Alone in a quiet world.

People talk about nightfall, or night falling, or dusk falling, and it’s never seemed right to me. Perhaps they once meant befalling. As in night befalls. As in night happens. Perhaps they, whoever they were, thought of a falling sun. That might be it, except that that ought to give us dayfall. Day fell on Rupert the Bear. And we know, if we’ve ever read a book, that day doesn’t fall or rise. It breaks. In books, day breaks, and night falls.

In life, night rises from the ground. The day hangs on for as long as it can, bright and eager, absolutely and positively the last guest to leave the party, while the ground darkens, oozing night around your ankles, swallowing for ever that dropped contact lens, making you miss that low catch in the gully on the last ball of the last over.

Night rose on Hampstead Heath as Sarah and I walked together, sometimes holding hands, sometimes not.

We walked in silence mostly, just listening to the sounds of our feet on the grass, the mud, the stones. Swallows flitted here and there, darting in and out of the trees and bushes like furtive homosexuals, while the furtive homosexuals flitted here and there, pretty much like swallows. There was a lot of activity on the Heath that night. Or perhaps it’s every night. Men seemed to be everywhere, in ones, and twos, and threes and mores, appraising, signalling, negotiating, getting it done: plugging into each other to give, or receive, that microsecond of electric charge that would allow them to go back home and concentrate on the plot of an Inspector Morse without getting restless.

This is what men are like, I thought. This is unfettered male sexuality. Not without love, but separate from love. Short, neat, efficient. The Fiat Panda, in fact.

‘What are you thinking about?’ asked Sarah, staring hard at the ground as she walked.

‘About you,’ I said, with hardly a stumble.

‘Me?’ she said, and we strolled for a while. ‘Good or bad?’

‘Oh good, definitely.’ I looked at her, but she was frowning, still staring downwards. ‘Definitely good,’ I said again.

We came to a pond, and stood by it, and stared at it, and threw stones in it, and generally gave thanks for it according to whatever ancient mechanism it is that draws people to water. I thought back to the last time we had been alone together, on the banks of the river atHenley.
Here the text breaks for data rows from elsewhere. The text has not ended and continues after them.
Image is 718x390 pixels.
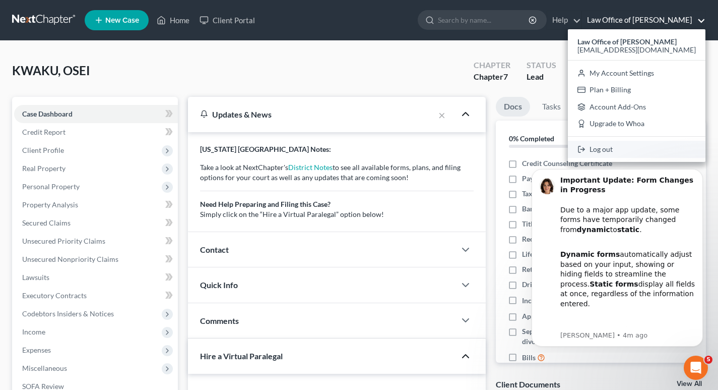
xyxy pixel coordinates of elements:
[14,268,178,286] a: Lawsuits
[496,378,560,389] div: Client Documents
[200,162,474,219] p: Take a look at NextChapter's to see all available forms, plans, and filing options for your court...
[22,146,64,154] span: Client Profile
[22,182,80,190] span: Personal Property
[677,380,702,387] a: View All
[577,45,696,54] span: [EMAIL_ADDRESS][DOMAIN_NAME]
[503,72,508,81] span: 7
[438,11,530,29] input: Search by name...
[568,81,705,98] a: Plan + Billing
[22,200,78,209] span: Property Analysis
[704,355,713,363] span: 5
[200,109,422,119] div: Updates & News
[22,363,67,372] span: Miscellaneous
[288,163,333,171] a: District Notes
[522,158,612,168] span: Credit Counseling Certificate
[44,154,179,233] div: Our team is actively working to re-integrate dynamic functionality and expects to have it restore...
[14,105,178,123] a: Case Dashboard
[44,171,179,180] p: Message from Emma, sent 4m ago
[105,17,139,24] span: New Case
[22,254,118,263] span: Unsecured Nonpriority Claims
[200,315,239,325] span: Comments
[14,232,178,250] a: Unsecured Priority Claims
[22,109,73,118] span: Case Dashboard
[509,134,554,143] strong: 0% Completed
[568,98,705,115] a: Account Add-Ons
[14,123,178,141] a: Credit Report
[200,280,238,289] span: Quick Info
[438,109,445,121] button: ×
[200,244,229,254] span: Contact
[568,65,705,82] a: My Account Settings
[496,97,530,116] a: Docs
[200,351,283,360] span: Hire a Virtual Paralegal
[22,309,114,317] span: Codebtors Insiders & Notices
[12,63,90,78] span: KWAKU, OSEI
[517,160,718,352] iframe: Intercom notifications message
[684,355,708,379] iframe: Intercom live chat
[22,236,105,245] span: Unsecured Priority Claims
[568,29,705,162] div: Law Office of [PERSON_NAME]
[195,11,260,29] a: Client Portal
[14,250,178,268] a: Unsecured Nonpriority Claims
[522,352,536,362] span: Bills
[152,11,195,29] a: Home
[200,144,474,154] p: [US_STATE] [GEOGRAPHIC_DATA] Notes:
[568,115,705,133] a: Upgrade to Whoa
[568,141,705,158] a: Log out
[582,11,705,29] a: Law Office of [PERSON_NAME]
[527,71,556,83] div: Lead
[14,214,178,232] a: Secured Claims
[22,345,51,354] span: Expenses
[22,127,66,136] span: Credit Report
[547,11,581,29] a: Help
[577,37,677,46] strong: Law Office of [PERSON_NAME]
[22,273,49,281] span: Lawsuits
[22,291,87,299] span: Executory Contracts
[534,97,569,116] a: Tasks
[22,327,45,336] span: Income
[22,218,71,227] span: Secured Claims
[474,59,510,71] div: Chapter
[14,196,178,214] a: Property Analysis
[200,200,331,208] b: Need Help Preparing and Filing this Case?
[14,286,178,304] a: Executory Contracts
[22,164,66,172] span: Real Property
[474,71,510,83] div: Chapter
[527,59,556,71] div: Status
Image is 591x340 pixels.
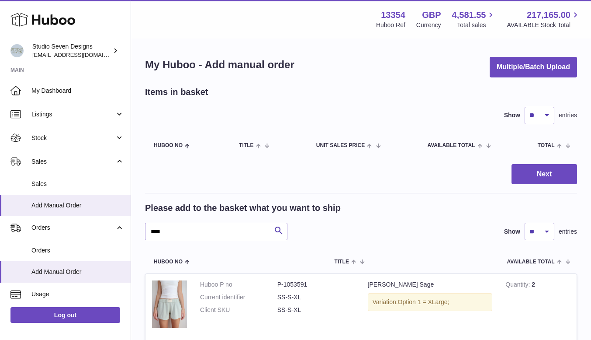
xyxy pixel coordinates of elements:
td: [PERSON_NAME] Sage [361,274,500,336]
h2: Please add to the basket what you want to ship [145,202,341,214]
span: Title [335,259,349,264]
span: Orders [31,223,115,232]
span: Orders [31,246,124,254]
a: 4,581.55 Total sales [452,9,497,29]
div: Variation: [368,293,493,311]
div: Huboo Ref [376,21,406,29]
div: Currency [417,21,441,29]
span: Huboo no [154,142,183,148]
strong: 13354 [381,9,406,21]
span: AVAILABLE Total [427,142,475,148]
dt: Huboo P no [200,280,278,288]
span: entries [559,111,577,119]
span: Option 1 = XLarge; [398,298,450,305]
td: 2 [499,274,577,336]
button: Multiple/Batch Upload [490,57,577,77]
span: Listings [31,110,115,118]
span: Total sales [457,21,496,29]
span: Huboo no [154,259,183,264]
strong: GBP [422,9,441,21]
span: Add Manual Order [31,201,124,209]
img: contact.studiosevendesigns@gmail.com [10,44,24,57]
a: Log out [10,307,120,323]
span: entries [559,227,577,236]
h2: Items in basket [145,86,208,98]
label: Show [504,227,521,236]
button: Next [512,164,577,184]
span: 217,165.00 [527,9,571,21]
img: Sophia Shorts Sage [152,280,187,327]
span: Add Manual Order [31,267,124,276]
dt: Current identifier [200,293,278,301]
span: [EMAIL_ADDRESS][DOMAIN_NAME] [32,51,128,58]
span: My Dashboard [31,87,124,95]
span: Unit Sales Price [316,142,365,148]
div: Studio Seven Designs [32,42,111,59]
strong: Quantity [506,281,532,290]
span: AVAILABLE Total [507,259,555,264]
span: Stock [31,134,115,142]
span: Sales [31,157,115,166]
span: AVAILABLE Stock Total [507,21,581,29]
span: Sales [31,180,124,188]
a: 217,165.00 AVAILABLE Stock Total [507,9,581,29]
span: Total [538,142,555,148]
span: 4,581.55 [452,9,486,21]
dd: SS-S-XL [278,293,355,301]
dd: P-1053591 [278,280,355,288]
dt: Client SKU [200,306,278,314]
h1: My Huboo - Add manual order [145,58,295,72]
span: Usage [31,290,124,298]
label: Show [504,111,521,119]
span: Title [239,142,253,148]
dd: SS-S-XL [278,306,355,314]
BeforePrague, before the Sword, before all kinds of other things.

‘Thomas,’ she said.

I turned and looked at her head on, because I suddenly had the feeling that she’d been rehearsing something in her mind and now wanted to get it out in a hurry.

‘Sarah,’ I said.

She kept looking down.

‘Thomas, what do you say we make a run for it?’

She paused for a while, and then, at last, raised her eyes to me - those beautiful, huge, grey eyes - and I could see desperation in them, deep and on the surface. ‘I mean, together,’ she said. ‘Just get the hell out.’

I looked at her and sighed. In another world, I thought to myself, it might have worked. In another world, in another universe, in another time, as two quite different people, we really might have been able to put all of this behind us, take off to some sun-drenchedCaribbean island, and have sex and pineapple juice, non-stop, for a year.

But now, it wasn’t going to work. Things I’d thought for a long time, I now knew; and things I’d known for a long time, I now hated knowing.

I took a deep breath.

‘How well do you know Russell Barnes?’ I said. She blinked.

‘What?’

‘I asked you how well you knew Russell Barnes.’

She stared at me for a moment, then let out a kind of laugh; the way I do, when I realise I’m in big trouble.

‘Barnes,’ she said, looking away and shaking her head, trying to behave as if I’d just asked her whether she preferred Coke or Pepsi. ‘What the hell has that…’

I took hold of her by the elbow and squeezed, jerking her round to face me again.

‘Will you answer the fucking question, please?’

The desperation in her eyes was changing to panic. I was scaring her. To be honest, I was scaring myself.